Substantive equality for disabled learners in state provision of basic education: A commentary on Western Cape Forum for Intellectual Disability v Government of the Republic of South Africa

Authors Charles Ngwena, Loot Pretorius

ISSN: 1996-2126
Affiliations: Professor of Law, University of the Free State
Source: South African Journal on Human Rights, Volume 28 Issue 1, 2012, p. 81 – 115

Abstract

Disabled learners are a protected group with rights to equality and basic education under the Constitution. Taking substantive equality and the right to basic education seriously requires the state, especially, to commit significant resources and take positive measures to ensure that the education system adequately accommodates the needs of disabled learners. However, the historical exclusion and marginalisation of disabled people from the education system, the finite nature of economic resources and the fact that socio-economic rights are generally realisable incrementally, can easily provide the state with excuses rather than valid justifications for not meeting the learning needs of disabled learners. This is even more so, if disability is understood as something intrinsic to the disabled learner rather than something that also implicates the larger education system and socio-economic environment. The aim of this article is two-fold. Firstly, it uses the decision of the Western Cape High Court in Western Cape Forum for Intellectual Disability v Government of the Republic of South Africa (2010) as an opportunity for interrogating the relationship between substantive equality and socio-economic rights as well as the relationship between the state and its obligations towards private ‘partners’ in the discharge of its socio-economic obligations through the use of so-called state ‘subsidies’. Secondly, and more broadly, the article uses the education policy that was challenged in Western Cape Forum to highlight that disability is a severe site of discrimination. Even in post-apartheid South Africa, where the Constitution protects the equality rights of disabled people, it is easy for state policy that claims to be advancing a transformative agenda to paradoxically become an instrument for giving legitimacy to a disabling discourse. Ultimately, it is argued that when dealing with disability, equality jurisprudence needs a transformative theory of difference in order to guarantee inclusive citizenship.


WHAT TO WORK ON
Among the entries below, find the lines with the word "bounding" and copy them.

STUDY MATERIAL
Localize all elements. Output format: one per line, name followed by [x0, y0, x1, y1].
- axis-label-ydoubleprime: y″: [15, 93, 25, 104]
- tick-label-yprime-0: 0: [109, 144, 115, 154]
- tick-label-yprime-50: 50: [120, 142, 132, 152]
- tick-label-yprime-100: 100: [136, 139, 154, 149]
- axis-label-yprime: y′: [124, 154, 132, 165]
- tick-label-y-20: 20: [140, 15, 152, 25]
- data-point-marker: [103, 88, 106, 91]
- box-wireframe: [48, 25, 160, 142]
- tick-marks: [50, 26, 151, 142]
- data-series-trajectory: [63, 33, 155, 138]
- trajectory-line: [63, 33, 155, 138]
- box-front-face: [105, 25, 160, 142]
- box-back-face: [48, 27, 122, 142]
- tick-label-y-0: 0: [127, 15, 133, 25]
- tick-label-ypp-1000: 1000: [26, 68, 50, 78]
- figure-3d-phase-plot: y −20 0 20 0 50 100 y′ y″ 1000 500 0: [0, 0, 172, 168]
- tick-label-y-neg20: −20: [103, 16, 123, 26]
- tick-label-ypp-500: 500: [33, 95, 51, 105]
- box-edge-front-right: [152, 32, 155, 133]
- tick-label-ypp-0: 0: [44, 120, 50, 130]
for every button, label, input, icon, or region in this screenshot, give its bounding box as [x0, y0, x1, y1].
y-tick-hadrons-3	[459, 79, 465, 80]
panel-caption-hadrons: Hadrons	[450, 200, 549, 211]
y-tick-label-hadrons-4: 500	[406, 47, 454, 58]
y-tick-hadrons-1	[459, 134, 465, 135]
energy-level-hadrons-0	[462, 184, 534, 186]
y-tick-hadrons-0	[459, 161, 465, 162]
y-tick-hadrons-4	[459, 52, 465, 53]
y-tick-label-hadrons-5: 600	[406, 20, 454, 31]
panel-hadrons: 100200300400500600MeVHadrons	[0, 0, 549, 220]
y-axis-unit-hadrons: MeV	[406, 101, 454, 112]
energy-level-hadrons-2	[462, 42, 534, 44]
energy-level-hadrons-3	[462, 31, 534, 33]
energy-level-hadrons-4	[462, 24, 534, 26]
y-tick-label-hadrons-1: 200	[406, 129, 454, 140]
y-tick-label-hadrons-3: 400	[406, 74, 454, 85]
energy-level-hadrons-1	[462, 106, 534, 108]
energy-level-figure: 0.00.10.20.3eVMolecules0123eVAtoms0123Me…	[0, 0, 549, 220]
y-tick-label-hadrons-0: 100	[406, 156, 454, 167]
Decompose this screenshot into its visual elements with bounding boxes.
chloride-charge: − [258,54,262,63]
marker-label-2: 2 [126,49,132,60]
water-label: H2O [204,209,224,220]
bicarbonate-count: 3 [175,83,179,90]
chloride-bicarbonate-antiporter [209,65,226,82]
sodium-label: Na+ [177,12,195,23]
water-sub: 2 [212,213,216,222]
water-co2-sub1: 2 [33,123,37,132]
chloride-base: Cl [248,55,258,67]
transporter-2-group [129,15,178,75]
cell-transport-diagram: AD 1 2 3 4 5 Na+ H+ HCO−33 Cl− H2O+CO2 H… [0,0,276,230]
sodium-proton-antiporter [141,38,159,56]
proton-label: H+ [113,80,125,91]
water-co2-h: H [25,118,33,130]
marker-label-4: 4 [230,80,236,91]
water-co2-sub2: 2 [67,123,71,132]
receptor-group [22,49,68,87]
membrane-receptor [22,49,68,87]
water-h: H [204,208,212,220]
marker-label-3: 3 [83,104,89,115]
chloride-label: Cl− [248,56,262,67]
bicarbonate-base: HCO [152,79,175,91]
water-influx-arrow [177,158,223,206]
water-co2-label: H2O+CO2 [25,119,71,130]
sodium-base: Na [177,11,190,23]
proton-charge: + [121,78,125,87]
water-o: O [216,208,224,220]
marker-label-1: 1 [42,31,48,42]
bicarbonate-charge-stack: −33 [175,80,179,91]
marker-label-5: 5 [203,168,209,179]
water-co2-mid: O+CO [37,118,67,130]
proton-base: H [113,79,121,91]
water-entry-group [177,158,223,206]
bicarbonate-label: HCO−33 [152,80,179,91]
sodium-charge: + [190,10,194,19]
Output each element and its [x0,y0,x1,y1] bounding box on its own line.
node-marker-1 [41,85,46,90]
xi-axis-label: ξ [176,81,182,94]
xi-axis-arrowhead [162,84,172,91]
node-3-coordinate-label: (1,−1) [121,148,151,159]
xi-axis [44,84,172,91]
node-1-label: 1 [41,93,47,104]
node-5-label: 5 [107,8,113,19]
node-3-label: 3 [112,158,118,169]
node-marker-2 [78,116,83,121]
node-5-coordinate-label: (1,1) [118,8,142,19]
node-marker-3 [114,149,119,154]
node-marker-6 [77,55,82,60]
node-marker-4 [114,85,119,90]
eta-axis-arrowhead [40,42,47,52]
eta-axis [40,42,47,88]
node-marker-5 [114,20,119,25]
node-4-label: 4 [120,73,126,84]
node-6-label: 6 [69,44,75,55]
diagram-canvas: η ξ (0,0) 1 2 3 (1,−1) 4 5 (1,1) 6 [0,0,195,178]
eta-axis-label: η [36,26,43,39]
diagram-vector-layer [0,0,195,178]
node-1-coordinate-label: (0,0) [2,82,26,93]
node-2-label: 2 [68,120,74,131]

WORKED SOLUTION
for every button, label, input, icon, or region in this screenshot, give its bounding box as [x0, y0, x1, y1].
Decompose this screenshot into its visual elements with bounding boxes.
Output each element and its [x0,y0,x1,y1] bounding box on its own line.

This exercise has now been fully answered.